If you teach conservation biology, here is a rallying cry for the importance of your work, from Dezene Huber.
The US Congress has always been partisan. But it’s only in recent years that this partisanship has actually prevented people from working together, and this piece in Esquire explains from the inside exactly how messed up things are.
You may have heard of Axios Review, which gets a set of reviews for your manuscript and then shops it around to a variety of journals on your behalf. (I’m planning to give it a try soon.) In a fresh comment on an older post about Axios in Dynamic Ecology, Nancy Moran expressed reservations about the for-profit nature of the organization, which elicited some interesting replies. (Note that when I use the word ‘interesting’ I am using the word literally, not as a euphemism. I mean it’s interesting, that’s all. Now that the word literally has lost its meaning, I guess we need another word to replace it, other than just saying actually literally.)
A big-time educational expert (Grant Wiggins, co-author of Understanding by Design, a rare gem in the ‘how to teach’ genre) wrote a really great blog post about what it’s like to be a high school student. It has many things that are simultaneously obvious and overlooked.
Here’s an inspiring short interview with Robin Wright, who just received the Genetics Society of America’s Elizabeth W. Jones Award for Excellence in Education.
There were a few great stories from NPR I wish to mention: First, is from the son of the remarkable Geoffrey Holder, who shared his story about his last moments with his father. It’s a combination of , touching, maudlin, and celebratory. This is as good as radio gets. Second is about the history of the slide rule. I remember when you could find slide rules in thrift shops, but in recent years, you now find them in antique galleries. The third one is about the history of women in computer science, and has a very convincing just-so story to explain how the proportion of women has declined in computer science since the 1980s. (It has a lot to do with machines like the Commodore 64, which I remember getting for Christmas when I was probably about twelve years old.)
Ian Street is enthusiastic about a new BBC botanical podcast, and has such a great pitch for it, I’m looking forward to hearing it.
From Piotr Naskrecki comes a tremendous explanation for the importance of scientific collections, and the requisite collecting work. As long as you can overlook a condescending remark about vegetarians.
Meghan Daum has thoughts about privilege-shaming: “In making privilege an accusation rather than an observation, we’re essentially buying into the idea that everyone, regardless of the circumstances they’re born into, can make it on their own if they try hard enough.”
A post in Dynamic Ecology from Margaret Kosmala about How to get a Postdoc is great advice that should be helpful near the start of grad school.

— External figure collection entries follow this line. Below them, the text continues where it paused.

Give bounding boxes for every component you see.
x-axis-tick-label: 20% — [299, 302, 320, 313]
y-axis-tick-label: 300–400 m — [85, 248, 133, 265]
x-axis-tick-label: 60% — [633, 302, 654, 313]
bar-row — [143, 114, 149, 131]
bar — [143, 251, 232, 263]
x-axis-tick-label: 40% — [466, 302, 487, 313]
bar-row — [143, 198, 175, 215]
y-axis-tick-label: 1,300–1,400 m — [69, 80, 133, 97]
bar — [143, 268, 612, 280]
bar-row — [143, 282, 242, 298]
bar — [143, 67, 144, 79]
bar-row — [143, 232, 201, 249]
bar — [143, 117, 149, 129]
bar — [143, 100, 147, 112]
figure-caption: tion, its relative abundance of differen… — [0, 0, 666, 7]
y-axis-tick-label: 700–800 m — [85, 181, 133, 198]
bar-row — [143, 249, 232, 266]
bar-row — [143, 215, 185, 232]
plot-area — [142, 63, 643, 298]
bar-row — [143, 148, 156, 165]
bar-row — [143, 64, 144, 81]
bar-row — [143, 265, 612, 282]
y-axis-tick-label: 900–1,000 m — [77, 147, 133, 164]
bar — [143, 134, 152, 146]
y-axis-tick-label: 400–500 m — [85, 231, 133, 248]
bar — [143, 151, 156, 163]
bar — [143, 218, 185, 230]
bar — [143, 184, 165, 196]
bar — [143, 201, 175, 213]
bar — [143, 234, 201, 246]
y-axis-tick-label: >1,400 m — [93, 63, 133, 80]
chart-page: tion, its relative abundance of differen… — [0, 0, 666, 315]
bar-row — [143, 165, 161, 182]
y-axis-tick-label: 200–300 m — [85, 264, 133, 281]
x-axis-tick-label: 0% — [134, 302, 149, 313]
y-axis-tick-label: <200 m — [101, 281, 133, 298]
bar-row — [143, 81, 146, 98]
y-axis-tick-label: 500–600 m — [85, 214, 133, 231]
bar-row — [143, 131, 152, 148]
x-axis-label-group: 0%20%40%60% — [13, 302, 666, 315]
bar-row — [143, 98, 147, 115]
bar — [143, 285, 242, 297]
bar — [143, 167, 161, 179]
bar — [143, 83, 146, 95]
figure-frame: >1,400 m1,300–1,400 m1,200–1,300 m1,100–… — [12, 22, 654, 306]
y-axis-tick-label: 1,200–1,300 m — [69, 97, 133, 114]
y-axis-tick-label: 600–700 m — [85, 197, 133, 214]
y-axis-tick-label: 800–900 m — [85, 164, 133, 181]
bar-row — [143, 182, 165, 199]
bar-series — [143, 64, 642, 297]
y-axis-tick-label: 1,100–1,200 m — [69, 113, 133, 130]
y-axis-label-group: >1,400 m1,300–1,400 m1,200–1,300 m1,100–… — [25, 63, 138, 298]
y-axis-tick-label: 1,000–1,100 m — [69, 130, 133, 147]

A long blog post by Kathy Sierra was reprinted in its entirety in Wired. It’s entitled: Why the Trolls Will Always Win. I found it to be a revelation. It tells a horrific story about how trolling escalated to downright terror, and how the only thing that really can fix the problem is the intervention of police. But that still doesn’t even fix the problem. The narrative of the story is unfortunately not unique, but the author is in a unique position to understand and explain the origin and perpetuation of trolling and harassment, and how non-facts introduced by trolls can bizarrely become part of conventional wisdom. This isn’t a cautionary tale, because it can’t caution you against doing anything to fix the situation, other than shutting up and letting the trolls win. It’s enraging, and packaged in a powerful and depressing explanation about why things happen the way they do.
Harvard is getting sick of paying for-profit publishers for journal access and is asking its faculty to publish in open-access journals, and avoid outfits like Nature and Science. If anybody in Boston is reading this, could you remark on how that’s workin’ out for you?
For links, thanks to Sam Diaz-Munoz, Rachel Gallery, and Hope Jahren.